Thursday, January 17, 2008

Do we really need more roads?

Contractors love roadbuilding contracts. Automakers like more roads. Real estate people want roads that raise the value of their raw land.
A twelve member federal panel issued a Surface Transportation report the other day. It called for jacking up the federal gas tax to pay for $225 billion a year in "infrastructure investment". Most amazing fact is that one quarter of the panel, including US Transportation Secretary Mary Peters refused to sign the report. Doubtless she fears the money would go for more bridges to now where. The vice chairman of the committee went on C-Span defending the majority spend-a-lot report. Turns out he is a lawyer. What does a lawyer know about surface transportation? Another member is a state transportation secretary. Where are the truckers, the civil engineers, the railroaders, the shippers, the bus operators and AAA on this committee?

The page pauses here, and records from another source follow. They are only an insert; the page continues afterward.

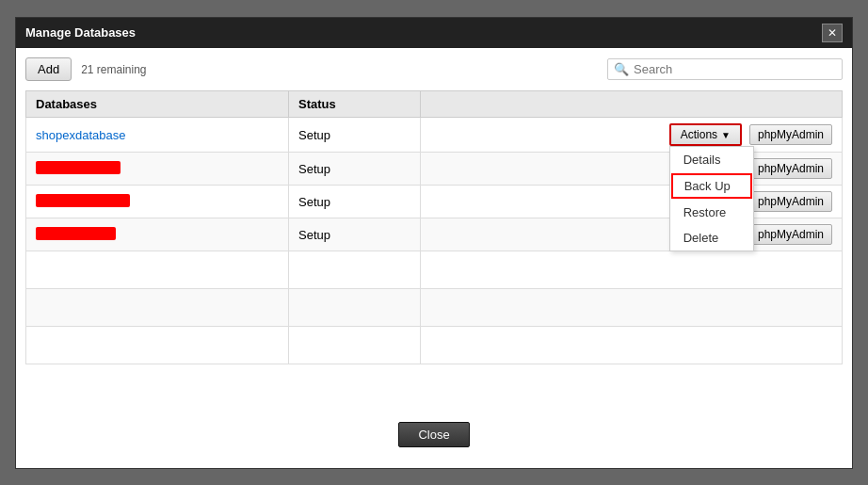 This screenshot has width=868, height=485. Describe the element at coordinates (706, 135) in the screenshot. I see `actions-dropdown-wrapper: Actions ▼ Details Back Up Restore Delete` at that location.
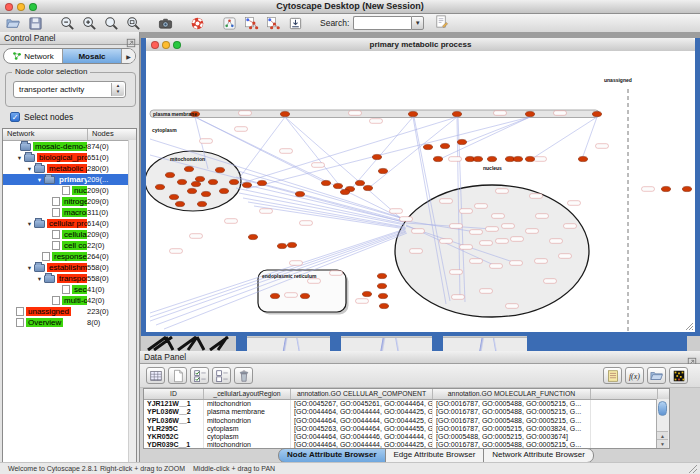  Describe the element at coordinates (406, 412) in the screenshot. I see `table-row: YPL036W__2plasma membrane[GO:0044464, GO…` at that location.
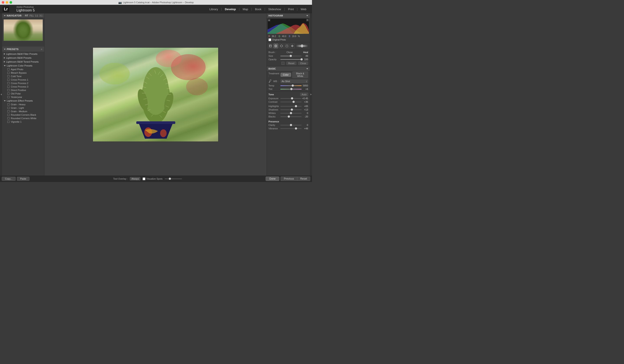  What do you see at coordinates (304, 94) in the screenshot?
I see `auto-btn: Auto` at bounding box center [304, 94].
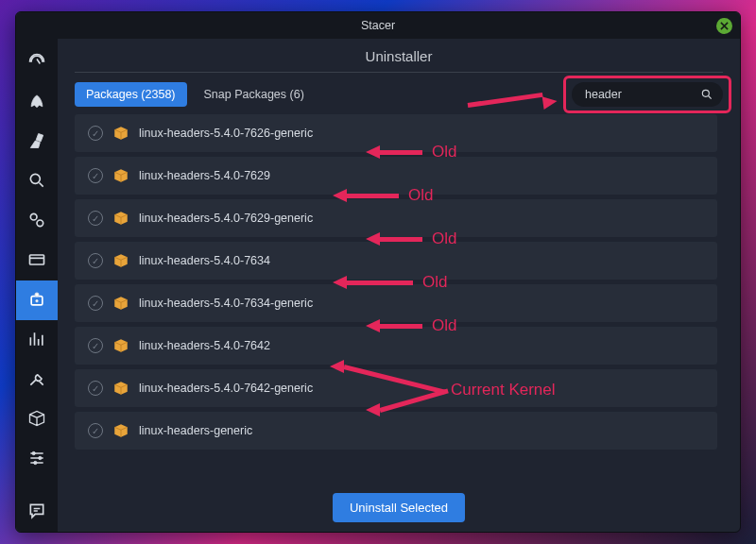 Image resolution: width=756 pixels, height=544 pixels. Describe the element at coordinates (37, 62) in the screenshot. I see `sidebar-dashboard` at that location.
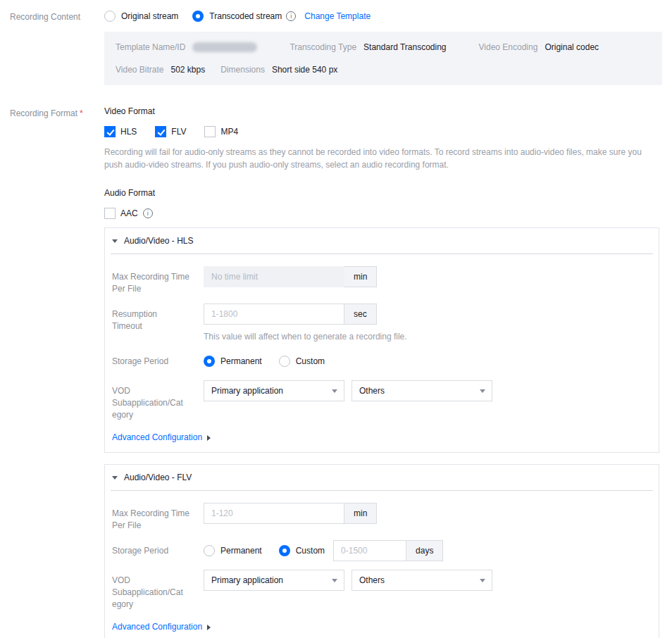 The width and height of the screenshot is (672, 638). What do you see at coordinates (274, 314) in the screenshot?
I see `hls-resumption-input` at bounding box center [274, 314].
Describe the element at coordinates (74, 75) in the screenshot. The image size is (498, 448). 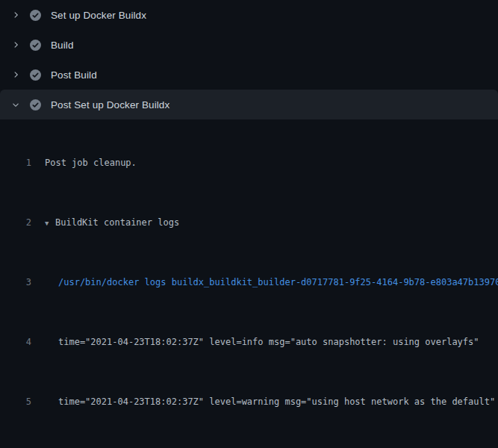
I see `step-label: Post Build` at that location.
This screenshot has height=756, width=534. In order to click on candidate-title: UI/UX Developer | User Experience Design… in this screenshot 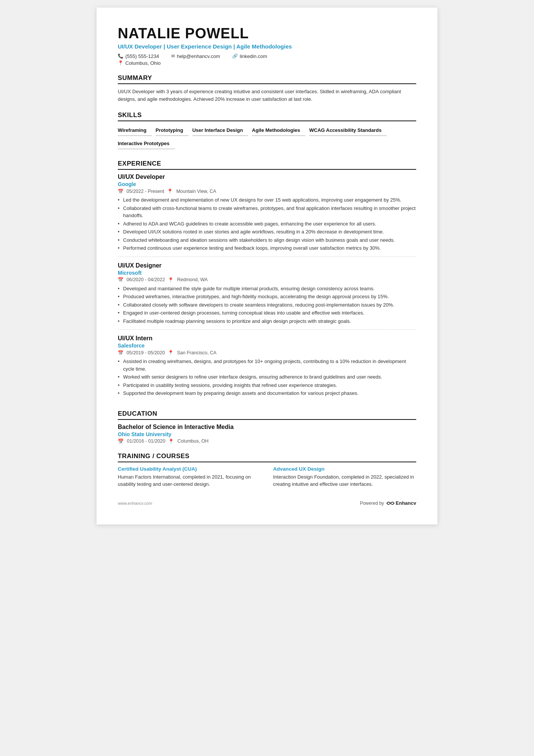, I will do `click(267, 46)`.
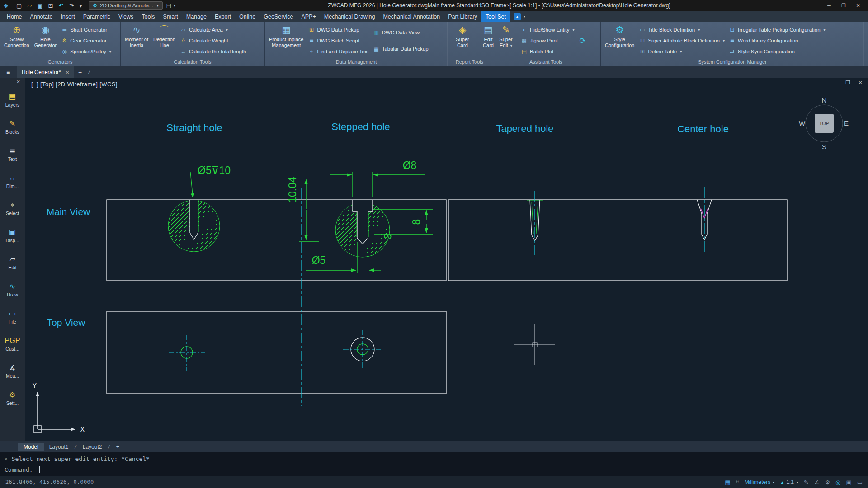  I want to click on sidebar-item-layers: ▤ Layers, so click(13, 100).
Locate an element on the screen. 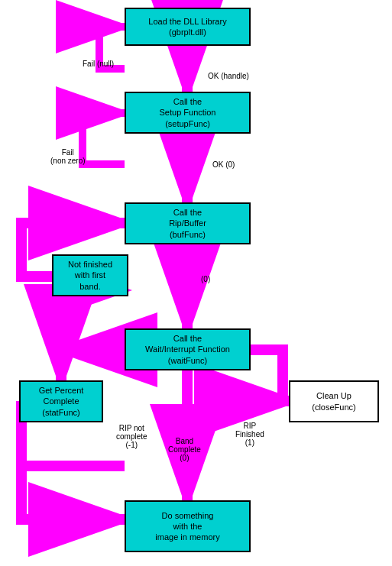 This screenshot has height=566, width=392. do-something-box: Do something with the image in memory is located at coordinates (188, 526).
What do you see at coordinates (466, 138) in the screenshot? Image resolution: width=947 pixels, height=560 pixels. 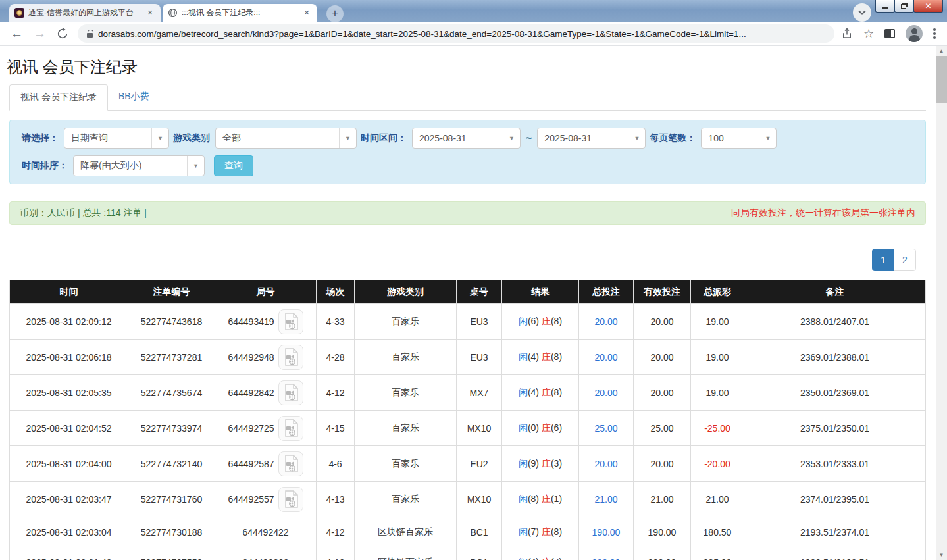 I see `date-start-select: 2025-08-31 ▼` at bounding box center [466, 138].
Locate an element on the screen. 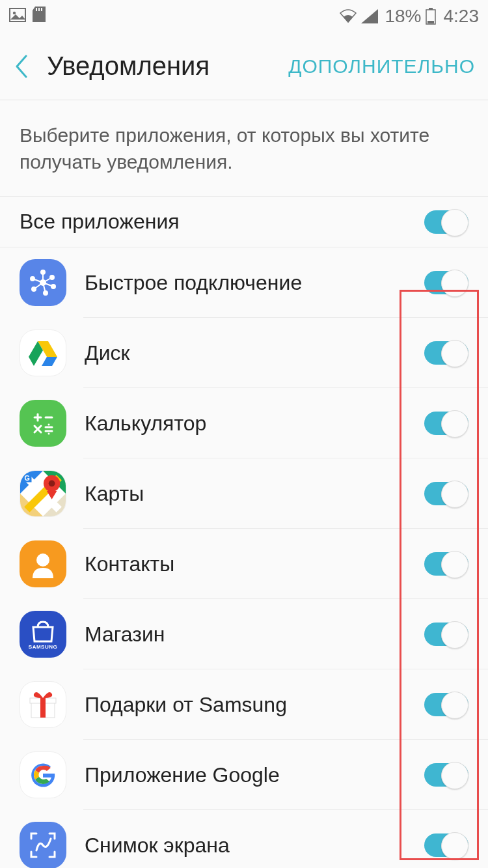  app-label: Карты is located at coordinates (254, 494).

And, with $4 a gallon staring us in the face, do we really think traffic is going to increase that much in the future? Especially as we already have interstate highways running the length and breadth of the land. No where in the US is far from an interstate. Do we want to double them up to carry more traffic? I don't think so.
Fuel costs are going to press the truckers into more piggyback (trailers hauled cross country on railroad flatcars) operations. That will keep the freight moving.
Traffic expands to fill road available. Build more roads, speeding up peoples commute, and they will take jobs further from home. It is impossible to build enough road to prevent rush hour traffic jams.